Review: Off Limits by Riley Hart

SYNOPSIS:

It started out as a little fun. When there was a man in my building on a hookup app, why not message him?

Only we didn’t meet. We just texted—one night after the other, after the other.’

GoodWithHisHands was the perfect escape from my life, where pressure was always on my shoulders: my father’s expectations, the worry about my sister, Maddy, getting sick again, and her ex-husband, Ryder Lynwood, suddenly back and volunteering at the same hospital as me.

It would have been smart to keep my distance from the man who came out as gay, tearing our close families apart and breaking Maddy’s heart. Except Ryder intrigues me. I like talking to him, same as I enjoy chatting to GoodWithHisHands.

They weren’t supposed to be the same person.

I wasn’t supposed to fall for him. To want him. To need him. Maddy didn’t deserve to get hurt again, and I didn’t need another reason to feel like an outsider in my own family. Ryder was off-limits. I knew that. Still, I couldn’t make myself stay away.

REVIEW:

This book was okay, not my favorite Riley Hart read but an enjoyable one, none the less. Ryder and Hutch were perfect for each other, you can see their instantaneous chemistry from the start of their chats, when they believe each other strangers, but there were definitely some road bumps in the way which turned me off to the story a bit.

So lets start with what I loved and that was Ryder and Hutch. I adored how in both versions of their lives, the virtual and in person, they have this budding friendship that eventually turns more. Ryder was the pillar of support that Hutch so desperately needed, and he just understood Hutch on such a deep and intrinsic level that it had my heart swooning. Hutch truly had to face his own hardships during this story, which mainly center around his fractured family and the unrealistic pressure they put on him.

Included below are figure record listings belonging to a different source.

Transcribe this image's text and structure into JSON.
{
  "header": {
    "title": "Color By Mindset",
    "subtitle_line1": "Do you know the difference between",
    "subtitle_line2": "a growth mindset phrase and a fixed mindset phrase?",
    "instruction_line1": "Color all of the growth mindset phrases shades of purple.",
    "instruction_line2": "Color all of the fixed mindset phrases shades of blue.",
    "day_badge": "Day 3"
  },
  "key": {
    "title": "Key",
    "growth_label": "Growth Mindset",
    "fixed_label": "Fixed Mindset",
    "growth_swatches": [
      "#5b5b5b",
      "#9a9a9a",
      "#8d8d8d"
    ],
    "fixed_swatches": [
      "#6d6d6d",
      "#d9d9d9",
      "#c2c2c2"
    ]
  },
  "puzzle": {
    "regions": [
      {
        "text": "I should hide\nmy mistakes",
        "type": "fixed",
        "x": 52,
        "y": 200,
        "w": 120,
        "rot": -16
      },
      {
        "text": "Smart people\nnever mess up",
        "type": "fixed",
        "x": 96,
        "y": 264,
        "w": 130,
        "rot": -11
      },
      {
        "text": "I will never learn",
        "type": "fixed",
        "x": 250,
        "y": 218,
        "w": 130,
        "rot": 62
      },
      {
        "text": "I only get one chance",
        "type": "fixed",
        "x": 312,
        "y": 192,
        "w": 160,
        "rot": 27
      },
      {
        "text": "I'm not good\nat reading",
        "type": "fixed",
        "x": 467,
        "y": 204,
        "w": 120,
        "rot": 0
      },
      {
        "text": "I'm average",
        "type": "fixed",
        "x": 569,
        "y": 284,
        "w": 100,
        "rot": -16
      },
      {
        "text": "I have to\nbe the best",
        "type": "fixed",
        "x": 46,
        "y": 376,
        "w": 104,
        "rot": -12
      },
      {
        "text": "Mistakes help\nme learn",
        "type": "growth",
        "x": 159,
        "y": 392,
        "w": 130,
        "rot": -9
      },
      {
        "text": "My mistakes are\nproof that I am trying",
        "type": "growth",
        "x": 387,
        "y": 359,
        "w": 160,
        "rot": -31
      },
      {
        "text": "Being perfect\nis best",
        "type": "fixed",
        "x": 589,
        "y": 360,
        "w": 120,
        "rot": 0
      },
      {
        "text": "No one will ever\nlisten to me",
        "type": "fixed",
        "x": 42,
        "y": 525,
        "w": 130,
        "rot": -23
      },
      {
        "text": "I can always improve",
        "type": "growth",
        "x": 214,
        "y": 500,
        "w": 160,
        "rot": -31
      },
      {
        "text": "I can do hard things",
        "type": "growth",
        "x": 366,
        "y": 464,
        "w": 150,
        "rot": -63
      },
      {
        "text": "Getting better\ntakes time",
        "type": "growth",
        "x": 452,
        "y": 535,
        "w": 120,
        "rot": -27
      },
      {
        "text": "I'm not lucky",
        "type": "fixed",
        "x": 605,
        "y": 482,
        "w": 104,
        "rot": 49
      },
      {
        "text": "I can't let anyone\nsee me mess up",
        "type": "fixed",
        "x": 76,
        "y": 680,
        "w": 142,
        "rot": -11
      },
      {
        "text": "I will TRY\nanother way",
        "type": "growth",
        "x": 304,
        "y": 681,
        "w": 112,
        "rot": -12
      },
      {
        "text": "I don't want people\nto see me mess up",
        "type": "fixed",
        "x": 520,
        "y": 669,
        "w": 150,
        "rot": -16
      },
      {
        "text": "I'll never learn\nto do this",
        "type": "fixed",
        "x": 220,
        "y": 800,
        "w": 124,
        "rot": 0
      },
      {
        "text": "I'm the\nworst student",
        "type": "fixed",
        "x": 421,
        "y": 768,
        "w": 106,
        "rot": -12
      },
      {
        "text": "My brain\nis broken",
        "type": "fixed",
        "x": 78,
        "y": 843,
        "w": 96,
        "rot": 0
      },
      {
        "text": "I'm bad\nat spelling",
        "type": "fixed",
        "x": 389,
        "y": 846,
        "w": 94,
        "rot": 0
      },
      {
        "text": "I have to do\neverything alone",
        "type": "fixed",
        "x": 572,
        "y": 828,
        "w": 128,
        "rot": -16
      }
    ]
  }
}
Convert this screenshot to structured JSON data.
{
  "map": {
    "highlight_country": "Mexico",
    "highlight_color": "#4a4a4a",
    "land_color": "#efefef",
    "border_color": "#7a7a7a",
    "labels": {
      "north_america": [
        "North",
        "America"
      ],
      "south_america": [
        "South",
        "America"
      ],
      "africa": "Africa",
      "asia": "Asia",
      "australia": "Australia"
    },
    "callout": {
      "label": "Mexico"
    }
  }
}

But one thing I didn’t like in this book, and its a pretty big thing…Ryder’s ex wife and Hutch’s sister, Maddy. The entire book seemed to revolve around her and her feelings. And while Maddy had two bouts of cancer as a child, everyone still walks on eggshells around her and treats her like she is fragile and breakable. She is a grown woman and just never had to be held accountable for anything because she had cancer. She just played too much of a central point in the story and it took away from Hutch and Ryder’s relationship, instead of enhancing it.

But one thing that had me excited, was Isaac and the next book in the series. Isaac intrigued me to no end and while the banter between him and Hutch was too notch, I can’t wait to see the banter between Isaac and his step-brother, Lane.